Graduates go back to grade school in Marysville to inspire kids to succeed

MARYSVILLE – Victoria Henry-LeMaster is graduating from Marysville Getchell High School Wednesday.

MARYSVILLE – Victoria Henry-LeMaster is graduating from Marysville Getchell High School Wednesday.

But while she’s looking to her future, she also wanted to celebrate her past by going to see some of her old teachers at Marshall Elementary School Monday.

For the first time in the Marysville School District, graduating seniors are returning to elementary schools to inspire the younger students to do well and succeed in life. They were treated like superheroes as the two dozen graduating seniors walked through the halls and gym to cheering youngsters. High 5’s, or in many cases low 5’s because of the difference in height, were common.

“All the tiny hands at waist level” was weird but fun, said Matthew Ircink, also of MG.

“You’re the heroes today,” Principal Kelly Sheward told the seniors. “When they’re cheering and screaming they really mean it.”

LeMaster seemed just as excited as the young kids. “I know so many of the teachers here,” she said.

When she attended Quil Ceda Elementary, she was taught by current Marshall teachers Hank Palmer, Elizabeth Bray and Jerri Novy. She wanted to get her picture taken in her cap and gown with all of them.

LeMaster, who plans to attend Washington State University and major in International Business, said it’s not like she hasn’t seen them in years. But the two-time class president at MG who will speak at graduation said it was cool nonetheless.

Like LeMaster, Tyler Brickey of Marysville-Pilchuck High School went to Quil Ceda, but he knows even more teachers at Marshall, including his mom, who teaches kindergarten there.

“My mom kind of influenced me to come” to the event, said Brickey, who plans to attend Central Washington University, eventually becoming a firefighter-paramedic.

Ircink said another thing that made the event special was that it’s the only graduation activity where seniors get to interact with seniors from other schools, including Arts and Tech, that they may have known earlier in life.

“They can see the different paths they can take,” he said of the elementary kids.

Novy said she was excited to see all of the graduates show up, including her daughter.

“Some I didn’t recognize,” she said.

Some of the fifth-graders made signs to honor the graduates. Novy said she told one he will have to come back to Marshall now when he graduates. But he told her he might graduate from Arlington.

“That’s OK,” she said she told him. “You can still come back.”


▶ _Required work_:
Send each entry back exactly as given, pictures excluded.

Figure dataset records
[Start of Attachment]
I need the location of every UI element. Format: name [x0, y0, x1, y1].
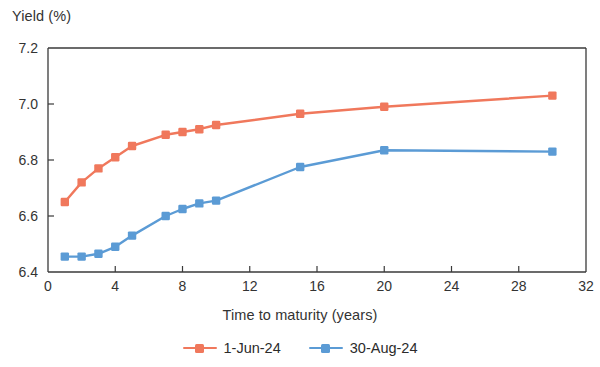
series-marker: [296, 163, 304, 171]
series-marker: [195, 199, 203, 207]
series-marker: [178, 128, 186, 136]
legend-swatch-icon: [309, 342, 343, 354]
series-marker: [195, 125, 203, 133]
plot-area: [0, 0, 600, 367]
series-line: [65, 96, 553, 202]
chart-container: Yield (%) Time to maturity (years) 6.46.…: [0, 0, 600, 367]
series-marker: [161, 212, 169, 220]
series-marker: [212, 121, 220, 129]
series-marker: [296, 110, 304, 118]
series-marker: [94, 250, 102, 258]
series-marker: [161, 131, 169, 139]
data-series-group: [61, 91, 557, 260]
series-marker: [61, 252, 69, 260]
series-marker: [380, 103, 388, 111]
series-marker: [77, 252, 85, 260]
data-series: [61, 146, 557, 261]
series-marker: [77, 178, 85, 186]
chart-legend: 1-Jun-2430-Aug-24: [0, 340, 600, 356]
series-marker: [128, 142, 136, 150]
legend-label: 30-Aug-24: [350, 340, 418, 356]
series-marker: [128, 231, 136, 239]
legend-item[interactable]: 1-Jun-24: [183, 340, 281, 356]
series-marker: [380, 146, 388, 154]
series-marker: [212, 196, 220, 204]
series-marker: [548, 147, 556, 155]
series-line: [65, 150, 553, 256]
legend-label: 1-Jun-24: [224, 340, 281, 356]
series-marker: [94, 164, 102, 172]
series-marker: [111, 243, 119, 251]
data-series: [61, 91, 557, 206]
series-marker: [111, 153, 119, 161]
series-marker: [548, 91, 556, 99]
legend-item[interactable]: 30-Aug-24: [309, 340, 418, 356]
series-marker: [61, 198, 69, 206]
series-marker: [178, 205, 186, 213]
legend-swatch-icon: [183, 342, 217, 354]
[End of Attachment]
▶ _Exercise response_:
I need the location of every UI element. Format: name [x0, y0, x1, y1].
series-marker: [296, 163, 304, 171]
series-marker: [195, 199, 203, 207]
series-marker: [178, 128, 186, 136]
legend-swatch-icon: [309, 342, 343, 354]
series-marker: [195, 125, 203, 133]
plot-area: [0, 0, 600, 367]
series-line: [65, 96, 553, 202]
chart-container: Yield (%) Time to maturity (years) 6.46.…: [0, 0, 600, 367]
series-marker: [161, 212, 169, 220]
series-marker: [212, 121, 220, 129]
series-marker: [296, 110, 304, 118]
series-marker: [94, 250, 102, 258]
series-marker: [161, 131, 169, 139]
data-series-group: [61, 91, 557, 260]
series-marker: [61, 252, 69, 260]
series-marker: [380, 103, 388, 111]
series-marker: [77, 252, 85, 260]
data-series: [61, 146, 557, 261]
series-marker: [77, 178, 85, 186]
chart-legend: 1-Jun-2430-Aug-24: [0, 340, 600, 356]
series-marker: [128, 142, 136, 150]
legend-label: 30-Aug-24: [350, 340, 418, 356]
series-marker: [128, 231, 136, 239]
legend-item[interactable]: 1-Jun-24: [183, 340, 281, 356]
series-marker: [380, 146, 388, 154]
series-marker: [212, 196, 220, 204]
series-marker: [548, 147, 556, 155]
series-line: [65, 150, 553, 256]
legend-label: 1-Jun-24: [224, 340, 281, 356]
series-marker: [94, 164, 102, 172]
series-marker: [111, 243, 119, 251]
data-series: [61, 91, 557, 206]
series-marker: [111, 153, 119, 161]
series-marker: [548, 91, 556, 99]
legend-item[interactable]: 30-Aug-24: [309, 340, 418, 356]
series-marker: [61, 198, 69, 206]
series-marker: [178, 205, 186, 213]
legend-swatch-icon: [183, 342, 217, 354]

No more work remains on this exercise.